Thursday, December 23, 2010

Western Schoharie County History

One can easily derive Summit’s name by looking around the county, for the county has many summits. Mount Wharton stands a little to the west of the town, where the clouds embrace it, given it’s height. Mt. Wharton got it’s name from it’s owner, J. B. Wharton. Upon this mountain presides a “sheet of water”. The book goes out of it’s way to note the beauty of this entity.
Seymour Boughton was a resident of Summit, who moved there from Charlotteville. Boughton was the youngest of nineteen, yes nineteen, children, and, at about the turn of the 18th century, he moved with his father to Charlotteville. In Charlotteville, he built the Van Buren house, which was used as a tavern. Boughton framed and painted his house by himself, to which his neighbors thought that he was “bent on wasting his property”. The tavern was the first framed house in town. Mr. Boughton died on June 11, 1872.
According to legend, the lake in Summit was named Utasayantho. A story that surrounds the lake concerns an unwed Indian squaw. This squaw gave birth to a child upon the bank of the lake. Chiefs of the tribe consulted with each other, then threw the child into the lake. For a long time, the lake was called “Jack’s lake”, but as time progressed, it was given the appropriate name of “Summit Lake”. Interestingly, it is said that Johnson and Brant stopped at the lake in 1780, relaxed, and even did some fishing.
Summit was settled after the Revolution. People who settled here were mainly from the Hudson river counties, and the “eastern States”. A man by the name of Levi Ives owned a distillery in Summit. This establishment was nationally famous, for many people from around the country ordered liquor from Ives.
To the west of Summit is a valley by the name of Charlotte. In the valley flows the Charlotte river. Along the stream there was an ancient Indian path. Along this path, POWs of the Revolution walked, on their way to Canada. Four miles south of the valley lived a man named Service. Although being neutral, in many cases, he was accused of being disloyal to the Whig cause. An order for his arrest was given, and a patriot party went to get him. Upon arriving, they put forth a letter, which they said proved his “disloyalty to the Continental cause”. He refused to go, and threw an ax at the patriots and ran. He was shot whilst he ran. One of the men who killed Service was Tim Murphy.
The book says “nothing of importance occurred in this part” until a school was built in 1850. The school was built for 300 children.
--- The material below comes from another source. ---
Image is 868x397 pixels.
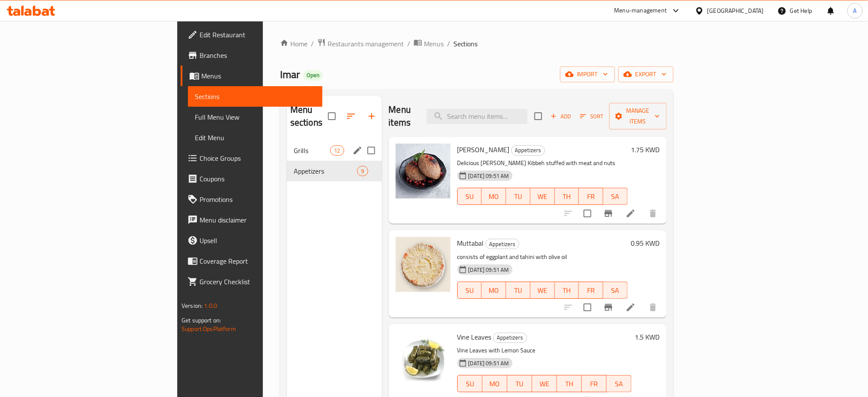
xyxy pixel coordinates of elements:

In 1852, additions were built, and the school was then able to hold over 500 students. In 1867, the school burned down.
The first church in the valley was the First Baptist Church. The book lists church officials of the First Baptist. Other churches in the area were: the Second Baptist Church, the Reformed Church of Eminence, the Methodist Episcopal Church of Summit, the Free Methodist Church of Charlotteville, the Lutheran Church of Summit, and the Lutheran Church of Beard’s Hollow.
Lying in what is now Richmondville, was Beard’s Hollow. It was founded in 1794 by Killian Ritter. In 1800 there was a business which revolved around the manufacture of grindstones. Another hamlet was Lutheranville, which was called also “Tar Hollow”. During the Anti-rent wars, it is believed, that a deputy sheriff was “treated to a good coat of tar and feathers”. Another little hamlet that existed was “Dutch Hill”, which received it’s name because of the nationality of people who resided there. In 1851, it was renamed Eminence. The first town meeting of Summit was held in March of 1820.
Can you imagine a mountain named after you, like Mr. Wharton’s? Imagine three hundred years from now, a mother points and tells her son with an air of excitement, “Look, there’s Mount Laraway.”